Did murdered ex-spy Litvinenko work for British intelligence?

A year after his death, a Daily Mail article last weekend said that the murdered ex-spy worked for Britain's MI6.

November 1, 2007

The case of Alexander Litvinenko, who was poisoned with a lethal dose of radioactive polonium-210 in a London bar a year ago, just keeps getting murkier.

Last weekend, the London-based Daily Mail, citing anonymous intelligence and diplomatic sources, reported that the former KGB agent was also an agent of Britain's MI6 spy agency who received a monthly retainer of $4,000.

"It is understood that Sir John Scarlett, now the head of MI6 and once based in Moscow, was involved in recruiting him to the Secret Intelligence Service," the paper said. "The fact that the 43-year-old ex-Russian spy was actually working for Britain when he died could provide the key to his extraordinary killing."

His widow, Marina Litvinenko, has denied the allegation, insisting that her husband "was not the kind of person who would be useful to the British security services."

But in Russia, Andrei Lugovoi, the ex-KGB agent accused by the British government of murdering Mr. Litvinenko, declared that he has been vindicated.

"I hope the British public will demand after this publication in the newspaper that their secret services shed light on the situation surrounding Litvinenko's death," a jubilant Mr. Lugovoi, who is currently running for parliament on the ultranationalist Liberal Democratic Party ticket, told the official ITAR-Tass agency.

Lugovoi has claimed in the past that Litvinenko and his sponsor, exiled anti-Kremlin tycoon Boris Berezovsky, were both agents of MI6. He has hinted that Litvinenko was actually killed by British intelligence as part of a dark plot to slander Putin and wreck Russia's relations with the West. Lugovoi further claimed that Mr. Berezovsky and Litvinenko had tried to recruit him for anti-Kremlin activities.

"This new information [from the Daily Mail] confirms what Lugovoi has been saying," says Lugovoi's lawyer, Andrei Romashov. "People [in the West] have refused to believe him just because he's a Russian."

Litvinenko died two weeks after he took tea in a London bar with two other ex-KGB agents last November. An autopsy linked his death to exposure from polonium-210, a rare nuclear substance produced mainly in Russia.

The other two men, Lugovoi and Dmitri Kovtun, turned up in Moscow, also showing signs of radiation poisoning, after spreading an apparently inadvertent trail of polonium dust halfway around Europe.

Many in the West suspected that Russian secret services may have murdered Litvinenko in revenge for his defection, perhaps with Kremlin approval. The British government decried the act of "nuclear terrorism" in the heart of London, and a diplomatic storm ensued.

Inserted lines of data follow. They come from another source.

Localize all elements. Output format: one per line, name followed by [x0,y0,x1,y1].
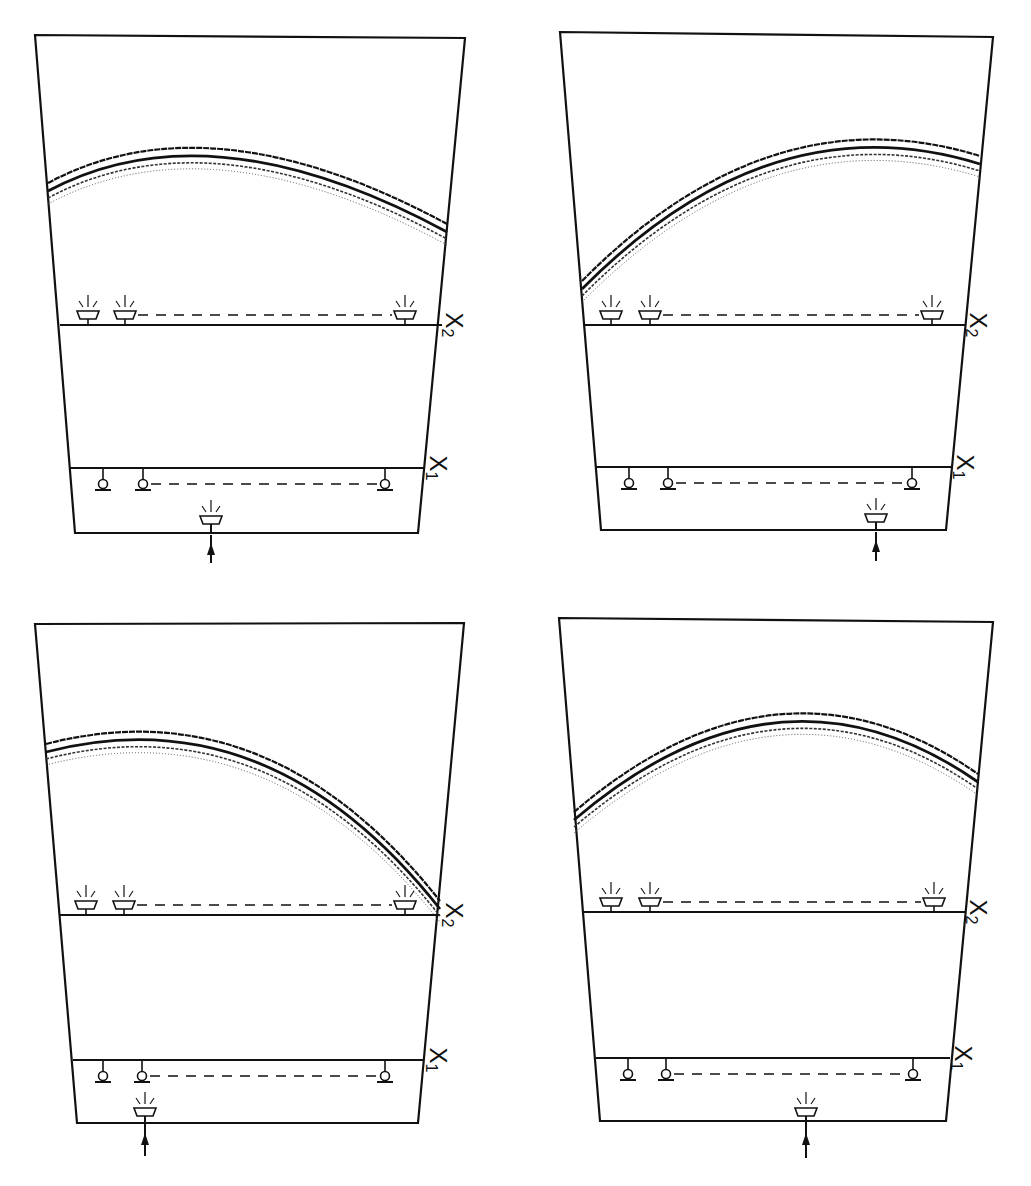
figure-canvas: X2X1X2X1X2X1X2X1 [0,0,1031,1186]
x2-plane-label: X2 [963,313,992,338]
x1-plane-label: X1 [423,1048,452,1073]
arrowhead-icon [872,540,880,552]
receiver-x1-icon [377,468,393,490]
x2-plane-label: X2 [963,900,992,925]
receiver-x2-icon [394,885,416,915]
wavefront-faint [574,734,978,833]
receiver-x2-icon [600,882,622,912]
receiver-x1-icon [905,1058,921,1080]
receiver-x1-icon [377,1060,393,1082]
x2-plane-label: X2 [439,903,468,928]
receiver-x2-icon [394,295,416,325]
arrowhead-icon [802,1133,810,1145]
panel-outline [560,32,993,530]
receiver-x2-icon [639,295,661,325]
panel-top-right: X2X1 [560,32,993,561]
wavefront-middle [46,740,440,909]
emitter-icon [865,498,887,531]
wavefront-inner [574,728,978,827]
receiver-x2-icon [600,295,622,325]
receiver-x1-icon [95,1060,111,1082]
panel-bottom-right: X2X1 [559,618,993,1158]
panel-bottom-left: X2X1 [35,623,468,1156]
receiver-x2-icon [114,295,136,325]
receiver-x2-icon [77,295,99,325]
receiver-x2-icon [921,295,943,325]
receiver-x1-icon [658,1058,674,1080]
wavefront-inner [46,747,440,916]
emitter-icon [200,500,222,533]
wavefront-middle [574,721,978,820]
receiver-x2-icon [113,885,135,915]
receiver-x1-icon [904,467,920,489]
emitter-icon [134,1092,156,1125]
x1-plane-label: X1 [948,1046,977,1071]
receiver-x1-icon [620,1058,636,1080]
panel-outline [35,623,464,1123]
wavefront-inner [582,154,980,296]
receiver-x2-icon [639,882,661,912]
panel-outline [559,618,993,1121]
receiver-x2-icon [923,882,945,912]
arrowhead-icon [207,543,215,555]
x2-plane-label: X2 [439,313,468,338]
x1-plane-label: X1 [950,455,979,480]
receiver-x1-icon [134,1060,150,1082]
wavefront-outer [574,713,978,812]
panel-top-left: X2X1 [35,35,468,563]
receiver-x1-icon [621,467,637,489]
wavefront-faint [48,169,447,245]
receiver-x1-icon [135,468,151,490]
receiver-x2-icon [75,885,97,915]
receiver-x1-icon [660,467,676,489]
receiver-x1-icon [95,468,111,490]
arrowhead-icon [141,1133,149,1145]
x1-plane-label: X1 [423,456,452,481]
wavefront-inner [48,163,447,239]
panel-outline [35,35,465,533]
wavefront-faint [582,160,980,302]
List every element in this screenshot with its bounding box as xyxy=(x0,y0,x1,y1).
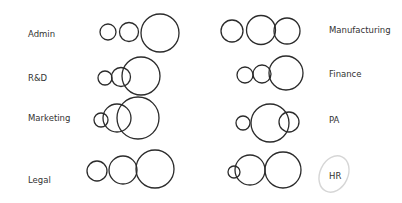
circle-group-hr xyxy=(228,152,301,188)
label-pa: PA xyxy=(329,115,339,125)
circle-3 xyxy=(122,57,160,95)
circle-group-marketing xyxy=(94,97,159,139)
circle-2 xyxy=(253,65,271,83)
circle-group-finance xyxy=(237,56,303,90)
circle-1 xyxy=(98,71,112,85)
circle-group-admin xyxy=(100,14,179,52)
circle-2 xyxy=(251,104,289,142)
label-manufacturing: Manufacturing xyxy=(329,25,391,35)
circle-3 xyxy=(269,56,303,90)
circle-1 xyxy=(236,116,250,130)
circle-1 xyxy=(100,24,116,40)
label-legal: Legal xyxy=(28,175,51,185)
label-hr: HR xyxy=(329,171,341,181)
circle-group-legal xyxy=(87,150,174,188)
circle-group-rd xyxy=(98,57,160,95)
circle-3 xyxy=(141,14,179,52)
circle-3 xyxy=(136,150,174,188)
circle-2 xyxy=(109,156,137,184)
circle-3 xyxy=(117,97,159,139)
circle-1 xyxy=(228,166,240,178)
circle-group-pa xyxy=(236,104,299,142)
label-marketing: Marketing xyxy=(28,113,70,123)
circle-1 xyxy=(237,67,253,83)
label-admin: Admin xyxy=(28,29,55,39)
circle-2 xyxy=(112,68,131,87)
circle-1 xyxy=(221,20,243,42)
circle-1 xyxy=(87,161,107,181)
label-rnd: R&D xyxy=(28,73,47,83)
circle-3 xyxy=(274,18,300,44)
circle-group-manufacturing xyxy=(221,16,300,45)
circle-2 xyxy=(120,23,139,42)
circle-1 xyxy=(94,113,108,127)
label-finance: Finance xyxy=(329,69,362,79)
org-circles-diagram: Admin R&D Marketing Legal Manufacturing … xyxy=(0,0,402,203)
circle-3 xyxy=(265,152,301,188)
circle-2 xyxy=(247,16,276,45)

Last May, Britain officially charged Lugovoi with the crime, and demanded his extradition. Mr. Putin personally expressed Moscow's refusal, but said Russia would conduct its own investigation. Last week, Russia's chief prosecutor complained that his probe into the affair was stalled due to "lack of cooperation" from Britain. In July, Britain expelled four Russian diplomats to underscore its anger over Moscow's refusal to turn over Lugovoi. Russia replied by kicking out four British diplomats, and many experts predicted the affair might quietly peter out. That seems unlikely now.

Some experts caution that the Daily Mail story may not be entirely accurate.

"We know that a lot of things appear in the British media that are not solid information," says Masha Lipman, an expert with the Carnegie Center in Moscow. "Who's working for a spy agency is not something that can be easily confirmed."

But Lugovoi's vocal supporters, who are widespread in Russia's media and political establishment, say his narrative has been borne out.

"Litvinenko's death was used as a pretext to begin a political provocation against Russia, to damage Russia's image," says Viktor Alksnis, a nationalist deputy of the State Duma. "The whole story smells bad."